Paul
Goble
Staunton, December 30 – Putin’s
Russia manifests in one way or another all of the 14 signs of “eternal fascism”
Umberto Eco has outlined, “from the cult of tradition, the rejection of
modernism, and reliance on historical traumas to the ideas of international and
domestic conspiracy, and a cult of death,” according to Igor Yakovenko.
But it is distinctive from 20th
century models of fascist regimes in “about 20 ways,” the Russian commentator said
in a December 26 talk to the Parnas Political University in Moscow, of which seven
are the most important (kasparov.ru/material.php?id=5C27592F3D167). They include
the following:
1.
The absence of
ideology and as a result the absence of propaganda. “The Putin media are not only not journalism but
also not propaganda … They are weapons of an information war. They do not disseminate
information and ideas: their product is feelings and emotions, including hatred,
anger, and aversion to the West, Ukraine and the opposition. And love for
Putin.”
2.
It is parasitic on
the West. Putinism relies on economic and technological
resources created by the West. That makes it very different from the USSR or
Nazi Germany, “Parasitic fascism” does not have plans for “the seizure of the planet.”
Were it to do so, Yakovenko argues, it would immediately “die” as a system.
3.
It uses ‘spider’
wars which seek to exhaust opponents by spider-like attacks on its neighbors
and the destruction of its opponents from the inside. All of Putin’s wars “bear a ‘spider’ character.”
That is, they seek to kill the organism they are attacking and then consume it once
it is dead.
4.
Lies are the foundation
of the regime and information forces are the most important weapons it has. In the fascist
regimes of the 20th centuries, military force was predominant and
propaganda played a supportive role. In Putin’s regime, the reverse is
true.
5.
Putin’s fascism
bears “a fake character.” It professes to
be anti-Western but its “children and money are in the West;” and it claims to
be a democracy but in fact is the most brutal of dictatorships. The Stalinist and
Hitlerite elites also lived “not in complete correspondence with their
ideologies, but the Putin elite lives by rules which directly oppose those it
declares as the norms for the population.” It is thus, to use Yekaterina
Schulmann’s, term, “’a reverse cargo cult.’”
6.
Putinism in contrast
to 20th century fascism seeks the unlimited enrichment of its elites, either via corruption or economic machinations.
7.
Putinism is fascism
with nuclear weapons, which makes it
more dangerous because it is in a position, however weak otherwise, to inflict
unacceptable damage on its opponents.
According to
Yakovenko, the Putin regime will inevitably lose because it is fascist “and
fascism always loses.” Putin himself has accelerated this process by
destroying the previous social contract with the population, by breaking the
agreement with the elite for wealth in return for loyalty, and by destroying
cooperation with the West via aggression.
Four categories of people oppose the Putin
regime: the politically active emigres, the supporters of street protests, the
supporters of elections, and those who cooperate up to a point with the regime
but ultimately oppose it like Kudrin. Unfortunately, for success, they need to
cooperate but each of them dislikes the others more than it dislikes the Putin
regime.
That makes the direct cooperation of the
four “impossible,” Yakovenko says. But success may come if they appreciate the
need for all four, and each acts so as to not interfere with the others even if
it can’t cooperate with them. That is a
real possibility if all understand what they are up against, the commentator concludes.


Try it:
The entries that follow should be reproduced exactly, with no images carried over.

[Items from a figure collection]

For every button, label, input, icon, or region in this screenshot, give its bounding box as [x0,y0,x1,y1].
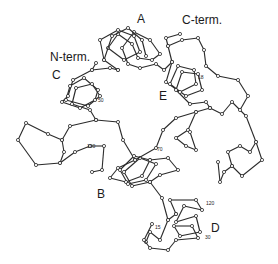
residue-node [174,116,177,119]
residue-node [194,214,197,217]
residue-node [138,66,141,69]
label-c-terminus: C-term. [182,14,222,26]
residue-node [140,38,143,41]
residue-node [176,64,179,67]
residue-node [100,168,103,171]
residue-node [68,84,71,87]
residue-node [150,222,153,225]
residue-node [148,158,151,161]
residue-node [94,118,97,121]
residue-node [166,218,169,221]
residue-node [78,106,81,109]
residue-node [24,121,27,124]
residue-node [180,38,183,41]
residue-node [222,170,225,173]
residue-node [248,150,251,153]
residue-label: 120 [206,201,214,206]
residue-label: 18 [198,75,204,80]
residue-node [254,140,257,143]
residue-node [120,46,123,49]
residue-node [122,170,125,173]
residue-node [216,160,219,163]
residue-node [118,168,121,171]
residue-node [192,68,195,71]
residue-label: 70 [157,147,163,152]
residue-node [88,108,91,111]
residue-node [96,88,99,91]
residue-node [194,148,197,151]
residue-node [194,110,197,113]
residue-node [226,150,229,153]
residue-node [158,238,161,241]
residue-node [70,102,73,105]
residue-node [166,248,169,251]
residue-node [164,80,167,83]
residue-node [174,238,177,241]
residue-node [130,184,133,187]
protein-backbone-diagram: A C-term. N-term. C E B D 50 100 70 18 1… [0,0,278,264]
residue-node [74,86,77,89]
residue-node [170,60,173,63]
residue-node [46,132,49,135]
residue-node [148,38,151,41]
residue-node [174,88,177,91]
residue-node [94,61,97,64]
residue-node [174,136,177,139]
residue-node [64,98,67,101]
residue-node [148,246,151,249]
residue-node [82,76,85,79]
residue-node [208,106,211,109]
label-helix-b: B [97,188,105,200]
residue-node [154,162,157,165]
label-helix-e: E [159,90,167,102]
residue-node [140,174,143,177]
residue-node [168,82,171,85]
residue-node [90,82,93,85]
residue-node [90,170,93,173]
residue-node [158,52,161,55]
residue-node [166,156,169,159]
residue-node [162,68,165,71]
residue-node [16,138,19,141]
residue-node [202,48,205,51]
residue-node [174,220,177,223]
residue-node [188,102,191,105]
residue-node [218,180,221,183]
residue-node [216,74,219,77]
residue-node [158,173,161,176]
residue-label: 50 [98,98,104,103]
residue-node [148,180,151,183]
residue-label: 15 [155,225,161,230]
residue-node [194,198,197,201]
residue-node [122,58,125,61]
residue-node [178,234,181,237]
residue-node [240,174,243,177]
residue-node [194,82,197,85]
residue-node [161,128,164,131]
residue-node [98,38,101,41]
residue-node [168,198,171,201]
residue-node [166,44,169,47]
residue-node [190,224,193,227]
residue-node [144,54,147,57]
residue-node [184,94,187,97]
residue-node [236,78,239,81]
label-n-terminus: N-term. [50,51,90,63]
residue-node [126,62,129,65]
residue-node [178,32,181,35]
residue-node [71,78,74,81]
residue-node [102,58,105,61]
residue-node [164,36,167,39]
residue-node [130,42,133,45]
residue-node [174,212,177,215]
residue-node [154,62,157,65]
residue-node [220,112,223,115]
residue-node [126,182,129,185]
residue-node [150,58,153,61]
residue-label: 100 [87,144,95,149]
residue-node [176,168,179,171]
residue-node [142,238,145,241]
label-helix-a: A [137,13,145,25]
label-helix-c: C [52,69,61,81]
residue-node [126,26,129,29]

Task solution:
For every button, label, input, icon, or region in this screenshot, give its bounding box as [x0,y0,x1,y1].
residue-node [174,116,177,119]
residue-node [194,214,197,217]
residue-node [138,66,141,69]
label-c-terminus: C-term. [182,14,222,26]
residue-node [140,38,143,41]
residue-node [176,64,179,67]
residue-node [100,168,103,171]
residue-node [68,84,71,87]
residue-node [150,222,153,225]
residue-node [148,158,151,161]
residue-node [94,118,97,121]
residue-node [166,218,169,221]
residue-node [78,106,81,109]
residue-node [24,121,27,124]
residue-node [180,38,183,41]
residue-node [222,170,225,173]
residue-node [248,150,251,153]
residue-label: 120 [206,201,214,206]
residue-label: 18 [198,75,204,80]
residue-node [254,140,257,143]
residue-node [120,46,123,49]
residue-node [122,170,125,173]
residue-node [216,160,219,163]
residue-node [118,168,121,171]
residue-node [192,68,195,71]
residue-label: 70 [157,147,163,152]
residue-node [88,108,91,111]
residue-node [96,88,99,91]
residue-node [194,148,197,151]
residue-node [194,110,197,113]
residue-node [226,150,229,153]
residue-node [158,238,161,241]
residue-node [70,102,73,105]
residue-node [166,248,169,251]
residue-node [164,80,167,83]
residue-node [174,238,177,241]
residue-node [130,184,133,187]
protein-backbone-diagram: A C-term. N-term. C E B D 50 100 70 18 1… [0,0,278,264]
residue-node [74,86,77,89]
residue-node [170,60,173,63]
residue-node [46,132,49,135]
residue-node [148,38,151,41]
residue-node [174,88,177,91]
residue-node [94,61,97,64]
residue-node [174,136,177,139]
residue-node [64,98,67,101]
residue-node [148,246,151,249]
residue-node [82,76,85,79]
residue-node [208,106,211,109]
label-helix-b: B [97,188,105,200]
residue-node [154,162,157,165]
label-helix-e: E [159,90,167,102]
residue-node [140,174,143,177]
residue-node [168,82,171,85]
residue-node [90,82,93,85]
residue-node [90,170,93,173]
residue-node [158,52,161,55]
residue-node [166,156,169,159]
residue-node [162,68,165,71]
residue-node [16,138,19,141]
residue-node [202,48,205,51]
residue-node [174,220,177,223]
residue-node [188,102,191,105]
residue-node [218,180,221,183]
residue-node [216,74,219,77]
residue-node [158,173,161,176]
residue-label: 50 [98,98,104,103]
residue-node [148,180,151,183]
residue-label: 15 [155,225,161,230]
residue-node [194,198,197,201]
residue-node [122,58,125,61]
residue-node [178,234,181,237]
residue-node [240,174,243,177]
residue-node [194,82,197,85]
residue-node [161,128,164,131]
residue-node [98,38,101,41]
residue-node [168,198,171,201]
residue-node [166,44,169,47]
residue-node [190,224,193,227]
residue-node [144,54,147,57]
residue-node [184,94,187,97]
residue-node [236,78,239,81]
label-n-terminus: N-term. [50,51,90,63]
residue-node [126,62,129,65]
residue-node [178,32,181,35]
residue-node [71,78,74,81]
residue-node [102,58,105,61]
residue-node [164,36,167,39]
residue-node [130,42,133,45]
residue-node [174,212,177,215]
residue-node [154,62,157,65]
residue-node [220,112,223,115]
residue-node [126,182,129,185]
residue-node [150,58,153,61]
residue-label: 100 [87,144,95,149]
residue-node [176,168,179,171]
residue-node [142,238,145,241]
label-helix-a: A [137,13,145,25]
label-helix-c: C [52,69,61,81]
residue-node [126,26,129,29]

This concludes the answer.